Space news stories
Human cultures can see the world through very different lenses, but the way we sort stars in the night sky is surprisingly universal.
The physicist on Newton finding inspiration amid the great plague, how the multiverse can unite religions, ‘reaching out to aliens is a terrible idea’ and why a ‘theory of everything’ is within our grasp.
Artificial satellites and space junk orbiting the Earth can increase the brightness of the night sky, researchers have found, with experts warning such light pollution could hinder astronomers’ ability to make observations of our universe.
Chunk of space rock was once the ‘poster child for hazardous asteroids’ but it will be a while before humans need to worry about it again
An eye-popping new image of the Milky Way took 12 years and 1,250 hours of photographic exposure to create.
New observations from the Hubble Space Telescope show the powerful astrophysical jets and stellar winds that flow from baby stars do not have the expected effect of quenching the stellar growth process. This poses quite a significant conundrum for our models of star formation.
Our solar system’s first known interstellar visitor is neither a comet nor asteroid as first suspected and looks nothing like a cigar. A new study says the mystery object is likely a remnant of a Pluto-like world and shaped like a cookie.
It’s a longstanding mystery: how Mars lost the water that flowed across its surface billions of years ago.
Four stars in the night sky have been formally recognised by their Australian Aboriginal names.
A lump of a rare meteorite that lit up the night sky over the UK and northern Europe last week has been recovered from a driveway in Gloucestershire.

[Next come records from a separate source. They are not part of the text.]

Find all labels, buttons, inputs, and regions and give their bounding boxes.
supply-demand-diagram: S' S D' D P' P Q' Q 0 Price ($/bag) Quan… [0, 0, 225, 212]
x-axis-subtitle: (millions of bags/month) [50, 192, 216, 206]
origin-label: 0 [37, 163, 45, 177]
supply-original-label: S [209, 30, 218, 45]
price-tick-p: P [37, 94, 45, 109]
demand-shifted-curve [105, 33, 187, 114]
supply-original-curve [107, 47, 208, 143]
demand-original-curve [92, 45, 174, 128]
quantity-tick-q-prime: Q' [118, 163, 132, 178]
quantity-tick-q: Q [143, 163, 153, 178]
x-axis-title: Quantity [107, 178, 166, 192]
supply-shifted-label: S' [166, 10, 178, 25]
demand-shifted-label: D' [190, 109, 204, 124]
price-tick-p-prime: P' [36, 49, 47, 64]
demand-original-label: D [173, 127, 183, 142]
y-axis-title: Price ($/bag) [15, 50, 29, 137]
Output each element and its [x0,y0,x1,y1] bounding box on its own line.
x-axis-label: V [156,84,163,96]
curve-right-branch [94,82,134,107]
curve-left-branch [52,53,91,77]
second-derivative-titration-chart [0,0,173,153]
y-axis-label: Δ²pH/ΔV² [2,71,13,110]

Beyond Earth, the general scientific consensus is that the best place to search for evidence of extraterrestrial life is Mars. However, it is by no means the only place.
Video footage captured on security cameras shows a meteor lighting up the sky above Midsomer Norton and Bath.

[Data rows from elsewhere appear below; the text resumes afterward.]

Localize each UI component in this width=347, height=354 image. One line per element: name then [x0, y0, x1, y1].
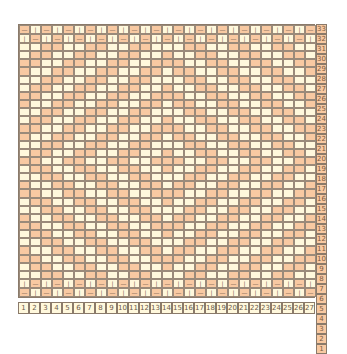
- grid-cell: [19, 222, 30, 230]
- grid-cell: |: [30, 25, 41, 34]
- grid-cell: [63, 238, 74, 246]
- grid-cell: [173, 100, 184, 108]
- grid-cell: [195, 246, 206, 254]
- grid-cell: [140, 271, 151, 279]
- grid-cell: [30, 173, 41, 181]
- grid-cell: [74, 59, 85, 67]
- row-number: 20: [316, 154, 327, 164]
- grid-cell: [162, 181, 173, 189]
- grid-cell: [261, 149, 272, 157]
- grid-cell: [52, 189, 63, 197]
- grid-cell: [294, 116, 305, 124]
- grid-cell: |: [52, 25, 63, 34]
- column-number: 19: [216, 302, 227, 314]
- grid-cell: [74, 116, 85, 124]
- grid-cell: [118, 165, 129, 173]
- grid-cell: [305, 43, 316, 51]
- grid-cell: —: [52, 34, 63, 43]
- grid-cell: [283, 108, 294, 116]
- column-number: 7: [84, 302, 95, 314]
- grid-cell: [41, 214, 52, 222]
- grid-cell: |: [19, 34, 30, 43]
- grid-cell: [52, 238, 63, 246]
- grid-cell: [41, 165, 52, 173]
- grid-cell: [206, 67, 217, 75]
- grid-cell: [195, 149, 206, 157]
- grid-cell: [206, 141, 217, 149]
- grid-cell: [19, 255, 30, 263]
- grid-cell: [261, 67, 272, 75]
- grid-cell: [107, 149, 118, 157]
- grid-cell: [85, 246, 96, 254]
- grid-cell: [217, 165, 228, 173]
- grid-cell: [74, 67, 85, 75]
- grid-cell: [305, 173, 316, 181]
- grid-cell: [250, 230, 261, 238]
- grid-cell: [239, 222, 250, 230]
- grid-cell: |: [52, 288, 63, 297]
- grid-cell: [107, 157, 118, 165]
- grid-cell: [107, 92, 118, 100]
- grid-cell: [283, 100, 294, 108]
- grid-cell: [30, 76, 41, 84]
- column-number: 25: [282, 302, 293, 314]
- grid-cell: [96, 124, 107, 132]
- grid-cell: [261, 206, 272, 214]
- grid-cell: [195, 100, 206, 108]
- grid-cell: [140, 238, 151, 246]
- grid-cell: [30, 246, 41, 254]
- grid-cell: [107, 76, 118, 84]
- grid-cell: [85, 149, 96, 157]
- grid-cell: [294, 238, 305, 246]
- grid-cell: [173, 133, 184, 141]
- grid-cell: [30, 141, 41, 149]
- grid-cell: [85, 206, 96, 214]
- grid-cell: [184, 181, 195, 189]
- grid-cell: [19, 230, 30, 238]
- grid-cell: [74, 51, 85, 59]
- grid-cell: [63, 189, 74, 197]
- grid-cell: [96, 222, 107, 230]
- grid-cell: [30, 116, 41, 124]
- grid-cell: [305, 141, 316, 149]
- column-number: 13: [150, 302, 161, 314]
- grid-cell: |: [74, 288, 85, 297]
- grid-cell: [173, 157, 184, 165]
- grid-cell: |: [294, 288, 305, 297]
- column-number: 1: [18, 302, 29, 314]
- grid-cell: [41, 157, 52, 165]
- grid-cell: [118, 67, 129, 75]
- grid-cell: [30, 238, 41, 246]
- grid-cell: [272, 214, 283, 222]
- row-number: 12: [316, 234, 327, 244]
- grid-cell: [63, 59, 74, 67]
- grid-cell: [217, 173, 228, 181]
- grid-cell: [129, 181, 140, 189]
- grid-cell: [195, 198, 206, 206]
- grid-cell: [151, 84, 162, 92]
- grid-cell: [63, 222, 74, 230]
- grid-cell: [217, 133, 228, 141]
- grid-cell: —: [228, 279, 239, 288]
- grid-cell: [261, 116, 272, 124]
- grid-cell: —: [261, 288, 272, 297]
- grid-cell: [107, 59, 118, 67]
- grid-cell: [96, 108, 107, 116]
- grid-cell: [283, 43, 294, 51]
- grid-cell: [30, 108, 41, 116]
- grid-cell: [140, 51, 151, 59]
- grid-cell: [63, 255, 74, 263]
- grid-cell: |: [261, 34, 272, 43]
- grid-cell: [140, 255, 151, 263]
- grid-cell: [52, 76, 63, 84]
- row-number: 14: [316, 214, 327, 224]
- grid-cell: |: [140, 25, 151, 34]
- grid-cell: [129, 173, 140, 181]
- grid-cell: [206, 108, 217, 116]
- grid-cell: [272, 76, 283, 84]
- grid-cell: [239, 116, 250, 124]
- grid-cell: [162, 59, 173, 67]
- grid-cell: [129, 230, 140, 238]
- grid-cell: [151, 206, 162, 214]
- grid-cell: [52, 92, 63, 100]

Image from: Night sky near Flagstaff (Wiki Commons)
A crater that covers nearly a quarter of the Moon’s surface has revealed new information on how Earth’s natural satellite buddy formed – and the findings have tremendous implications, researchers say.

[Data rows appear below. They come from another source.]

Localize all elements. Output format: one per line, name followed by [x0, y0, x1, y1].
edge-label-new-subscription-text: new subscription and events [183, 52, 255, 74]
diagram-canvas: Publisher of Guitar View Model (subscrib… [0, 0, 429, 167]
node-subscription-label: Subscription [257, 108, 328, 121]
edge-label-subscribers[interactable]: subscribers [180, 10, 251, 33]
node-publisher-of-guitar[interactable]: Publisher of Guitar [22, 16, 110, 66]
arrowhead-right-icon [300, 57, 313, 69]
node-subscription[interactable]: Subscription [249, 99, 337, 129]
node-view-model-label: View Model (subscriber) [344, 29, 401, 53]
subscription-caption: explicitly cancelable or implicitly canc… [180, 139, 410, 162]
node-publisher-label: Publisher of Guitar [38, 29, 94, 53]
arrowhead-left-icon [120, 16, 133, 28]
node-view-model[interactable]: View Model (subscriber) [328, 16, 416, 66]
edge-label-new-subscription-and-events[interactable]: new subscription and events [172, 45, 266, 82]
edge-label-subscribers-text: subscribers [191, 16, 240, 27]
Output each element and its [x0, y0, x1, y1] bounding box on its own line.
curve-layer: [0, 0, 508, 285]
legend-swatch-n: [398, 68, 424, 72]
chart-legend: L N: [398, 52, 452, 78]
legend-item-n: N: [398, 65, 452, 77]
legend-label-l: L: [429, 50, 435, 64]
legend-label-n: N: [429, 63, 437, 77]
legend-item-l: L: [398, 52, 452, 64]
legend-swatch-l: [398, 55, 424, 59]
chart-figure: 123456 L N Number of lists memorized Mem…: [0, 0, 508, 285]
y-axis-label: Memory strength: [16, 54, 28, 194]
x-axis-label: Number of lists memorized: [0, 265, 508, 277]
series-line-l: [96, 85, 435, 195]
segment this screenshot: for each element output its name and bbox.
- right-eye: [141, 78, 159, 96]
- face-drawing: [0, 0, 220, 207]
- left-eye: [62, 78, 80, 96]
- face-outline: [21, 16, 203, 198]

Researchers have observed water vapour escaping high up in the thin atmosphere of Mars, offering tantalising new clues as to whether the red planet could have once hosted life.
FarFarOut, a large chunk of rock found in 2018 at a whopping distance of around 132 astronomical units from the Sun, has been studied and characterised, and we now know a lot more about it, and its orbit.
A planetary system 200 light-years away has been found locked in a rare orbital dance.